Friday, 28 October 2011

bigfoot hunter in the news and Smithsonian says no living dinosaurs


Bigfoot: is he out there in our woods?
Personal contact becomes quest for proof in Cowichan
By Kevin Rothbauer, Citizen October 28, 2011  
Growing up on the prairies, the oldest daughter of a dad who liked to hunt, Cindy Dosen learned plenty about hunting and animal behaviour.But what happened to her four and a half years ago, an incident that changed her life, was unlike anything she witnessed during those years."Having that experience [hunting] really prepared me for going out in the woods," said Dosen. "But it did not prepare me for what I heard that day."It was around 12: 45 p.m. on April 2, 2007, and Dosen was taking photographs near Maple Mountain of tree structures that resembled bigfoot evidence she had previously seen online.
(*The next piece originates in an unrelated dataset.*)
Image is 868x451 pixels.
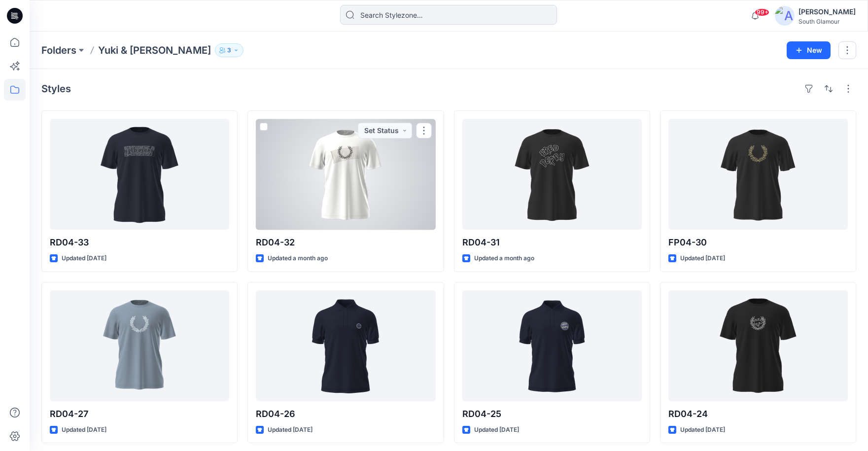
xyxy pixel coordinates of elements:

Suddenly, a group of deer ran past on a game trail, clearly fleeing something - Dosen suspected a cougar.When she emerged onto the road, she could see a dark shadow, and took off running back to where she had parked. The creature she had spotted repeatedly let out a "yell/scream/roar" - she later came close to duplicating the noise online by combining the sound of a mountain gorilla and an African lion - and followed her, about 20 metres behind, she suspects, breaking trees and pushing bushes over, until she got to her car."It's like it was herding me along," she recalled.Dosen drove home to Duncan, walked in the door and started crying, bewildered as to what had just happened.


Living Sauropods? No Way
In the annals of science fiction, humans and non-avian dinosaurs have been brought together in a variety of ways. Genetic engineering experiments and time travel are probably the most common these days, but I have always had a soft spot for tales of “lost worlds.” What could be more fantastic than dinosaurs that somehow escaped extinction and persisted in some isolated spot for 65 million years? My childhood self really wanted someone to find a living Tyrannosaurus, Apatosaurus, or Triceratops in some remote locale, and that wish was fed by reports that one elusive dinosaur was hiding in Africa.
First thing first—living dinosaurs certainly do exist. We know them as birds, and a combination of fossil discoveries and laboratory research has confirmed the evolutionary connection between birds and feather-covered maniraptoran dinosaurs. But from time to time, people have proposed that non-avian dinosaurs may also still be hanging around.